WASHINGTON — The recent reduction in China’s credit rating by Moody’s Investors Ratings should not be blown out of proportion because the country still has time to implement key reforms, a top Moody’s official said Wednesday.
“We think China’s credit strength will provide time for reform. It’s just a matter of how fast the reform takes place,” Elena Duggar, chair of the Macroeconomic Board at Moody’s Investors Ratings, said during a speech at the Center for Strategic and International Studies.
On May 24, Moody’s downgraded its rating of China’s long-term local currency and foreign currency credit from Aa3 to A1, citing rising debt levels and slower economic growth. The credit rating is a measure of a government’s ability to repay its debt.
Despite the downgrade, Moody’s also issued a stable outlook on China, citing the country’s resilience to external conditions and expressing hopes for a financial reform in the near future.
While it is unlikely that China will experience an economic meltdown, other countries would be hurt by reduced trade rather than financial ties with the country if it happened, according to Duggar.
Nicholas Lardy, a Chinese economy expert at the Peterson Institute of International Economics, also cautioned against oversimplifying the diverse array of data that define China’s credit risk.
“The headline numbers are certainly pretty scary, but I think we need to disaggregate,” Lardy said. Lardy used the leverage ratio, which quantifies debt in relation to equity, to illustrate how the Chinese economy is performing.
“If you take the industrial sector, which is not as important as it used to be, and you look at the debt-to-equity ratio over the last decade, it has actually come down,” he said. “It is lower today than it was in 2006.”
He noted that the leverage ratio of state-owned enterprises has risen while that of private companies has dropped, arguing that the real burden of debt lies with the state-owned entities.
Both Duggar and Lardy pointed out that China’s policy of capital control, the government’s relatively small foreign debt, and the lack of securitization in both debt and equity markets make China’s economy less vulnerable to the economic conditions of other countries.
“Moody’s is a little late to the game. As most ratings agencies are, they’re a little late to upgrade or downgrade, much as we saw in the U.S. in 2008,” said Sheldon L. Ray, Jr., a portfolio manager in global equities and bonds who was in the audience at the CSIS event.
“Maybe Moody’s concerns were more relevant in 2015. I’ve come away today a bit more optimistic about China’s economy.”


— Directions —
Copy, word for word, the lines of the entries below between the one with "This screenshot has" and the one with "In order to click on div: 3", inclusive, and leave out everything else.

— Data extracts —

########################################

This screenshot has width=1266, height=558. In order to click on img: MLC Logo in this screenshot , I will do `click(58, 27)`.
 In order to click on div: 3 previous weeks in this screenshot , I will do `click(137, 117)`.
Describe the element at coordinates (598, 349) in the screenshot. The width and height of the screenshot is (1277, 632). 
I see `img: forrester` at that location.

########################################

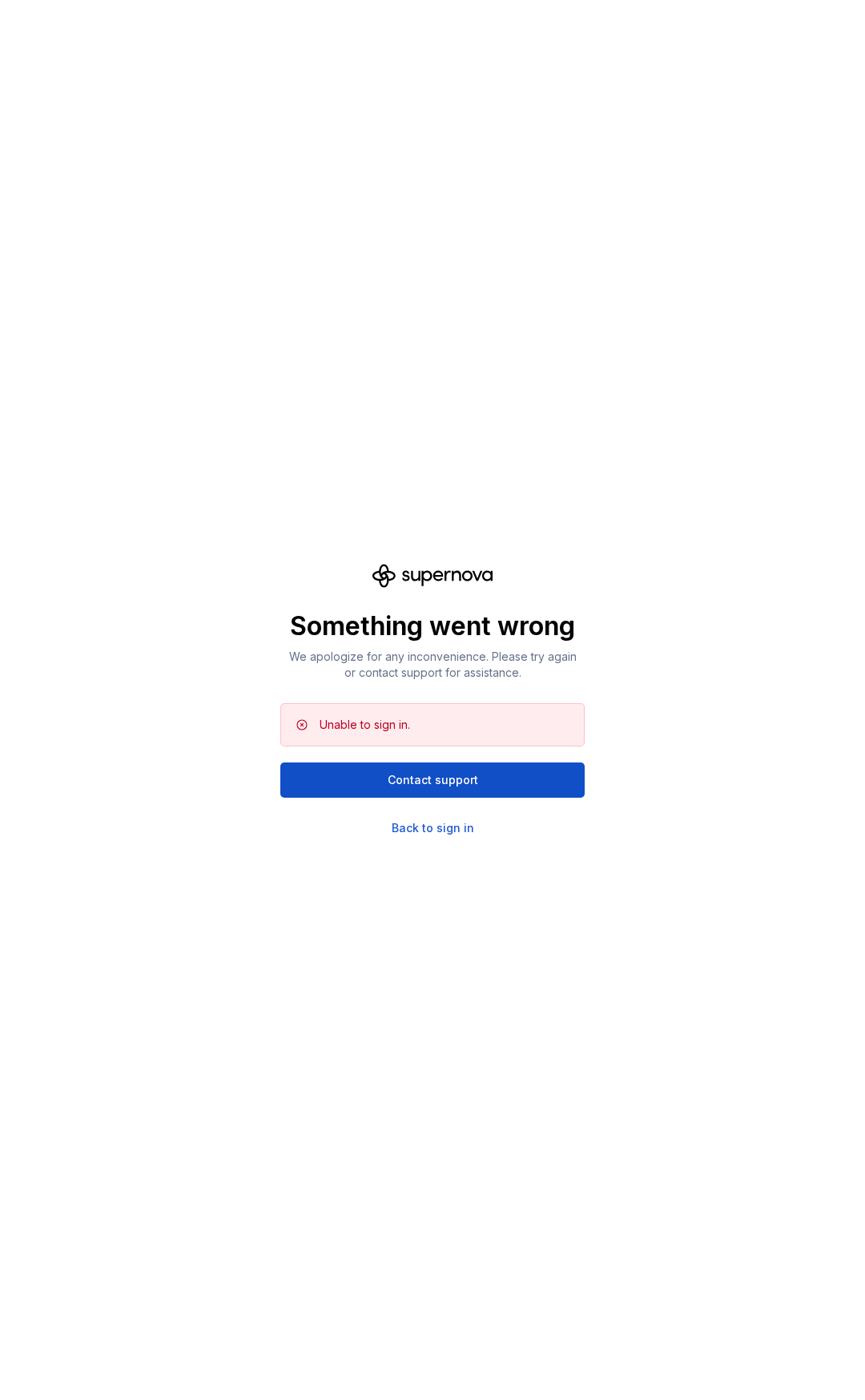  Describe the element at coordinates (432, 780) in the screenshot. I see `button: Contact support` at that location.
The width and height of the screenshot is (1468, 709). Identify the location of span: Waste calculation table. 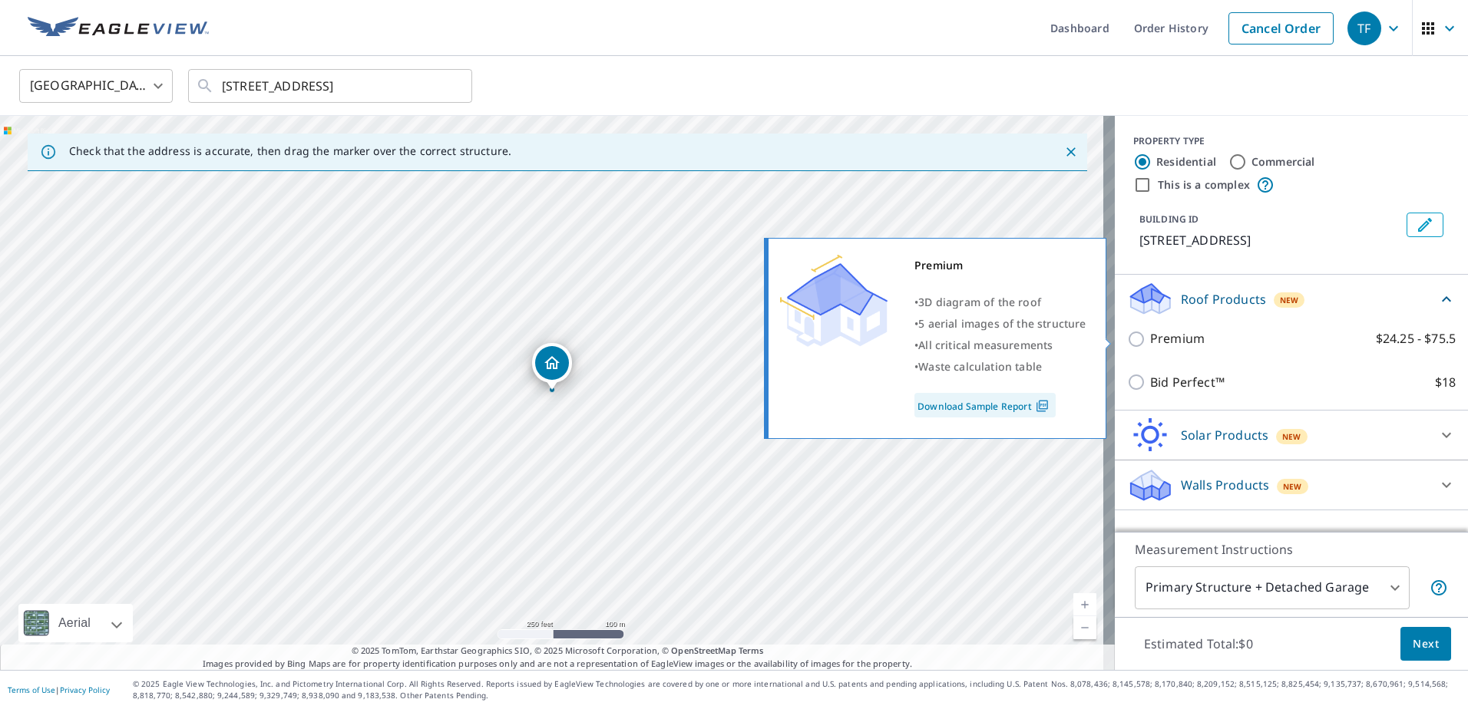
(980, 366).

########################################

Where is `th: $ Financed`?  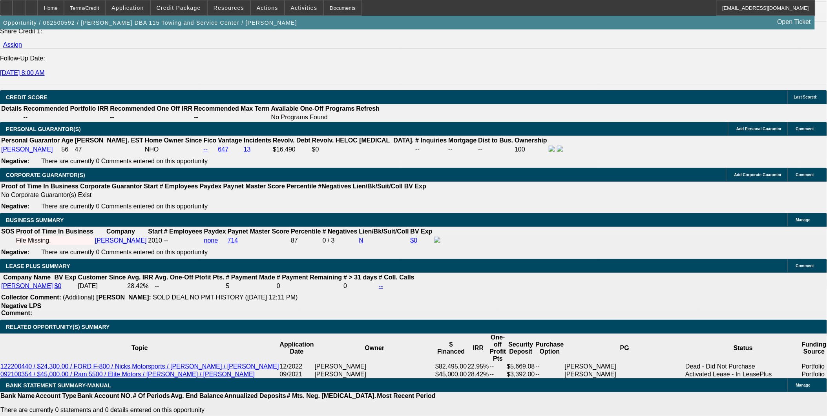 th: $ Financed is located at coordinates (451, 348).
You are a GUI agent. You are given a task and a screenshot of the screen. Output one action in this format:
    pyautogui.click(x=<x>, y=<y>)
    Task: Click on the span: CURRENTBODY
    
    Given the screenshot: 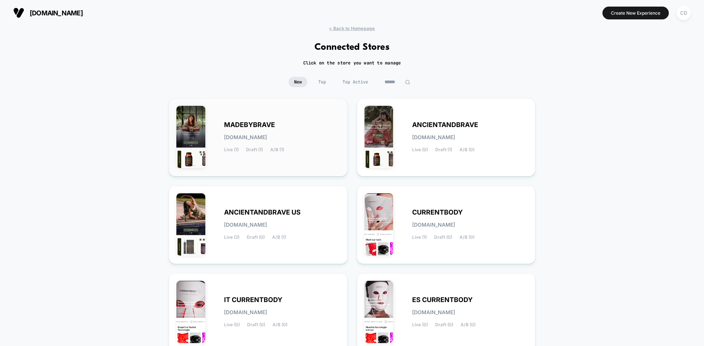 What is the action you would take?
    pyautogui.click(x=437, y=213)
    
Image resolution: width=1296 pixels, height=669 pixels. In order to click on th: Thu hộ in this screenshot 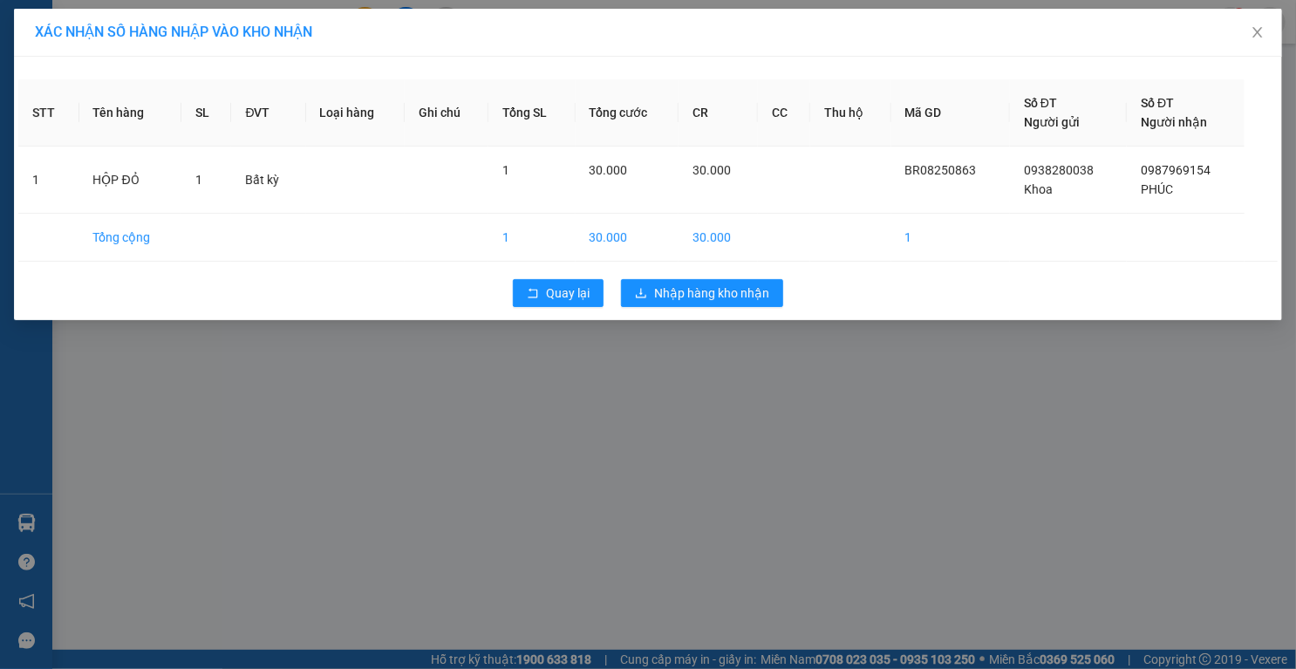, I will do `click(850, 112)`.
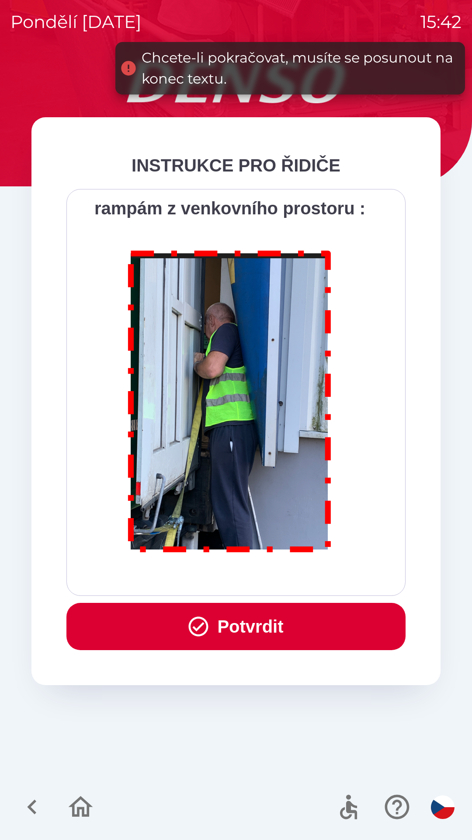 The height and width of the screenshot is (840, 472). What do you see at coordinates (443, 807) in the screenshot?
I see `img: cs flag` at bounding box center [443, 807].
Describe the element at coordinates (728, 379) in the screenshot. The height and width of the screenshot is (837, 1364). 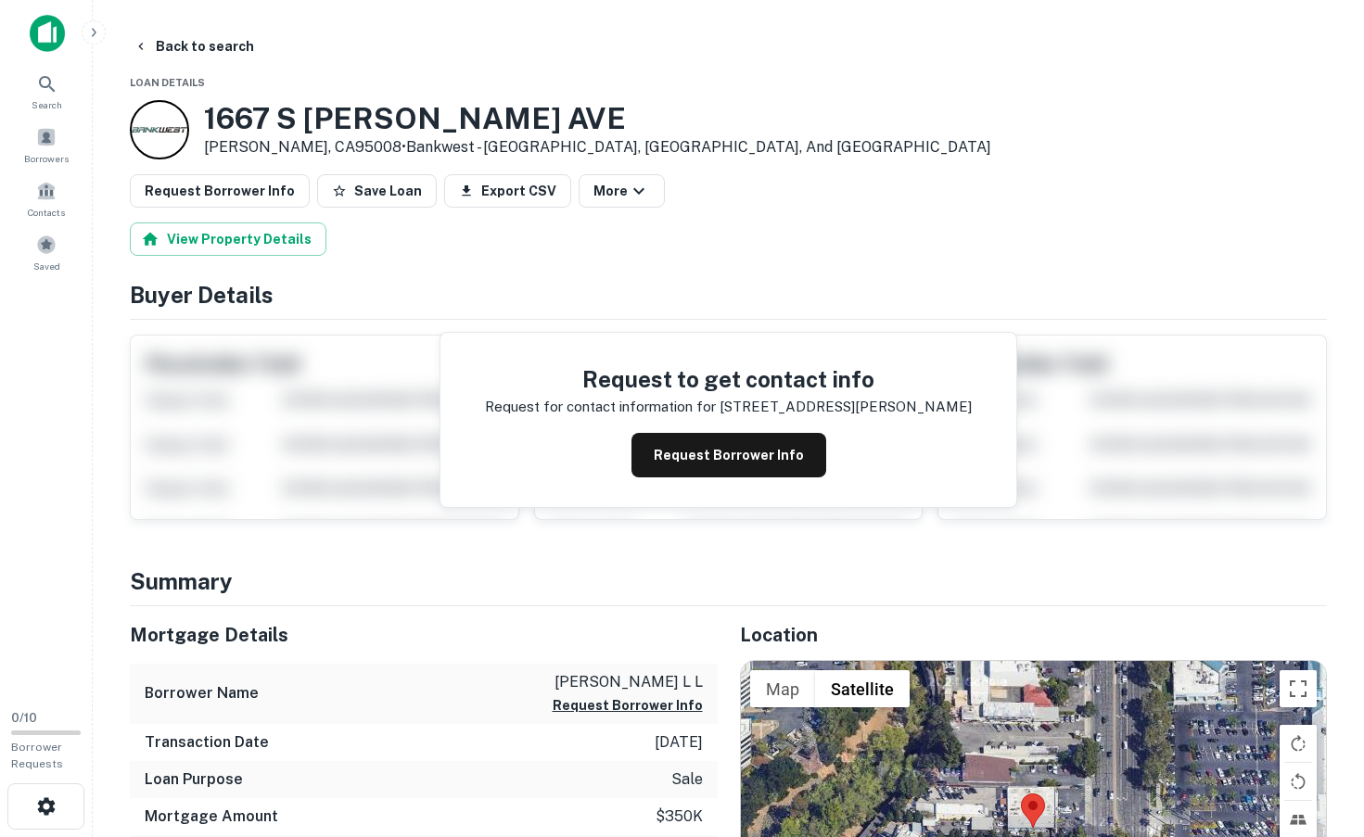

########################################

— Finished exercise —
This screenshot has width=1266, height=558. In order to click on img: MLC Logo in this screenshot , I will do `click(58, 27)`.
 In order to click on div: 3 previous weeks in this screenshot , I will do `click(137, 117)`.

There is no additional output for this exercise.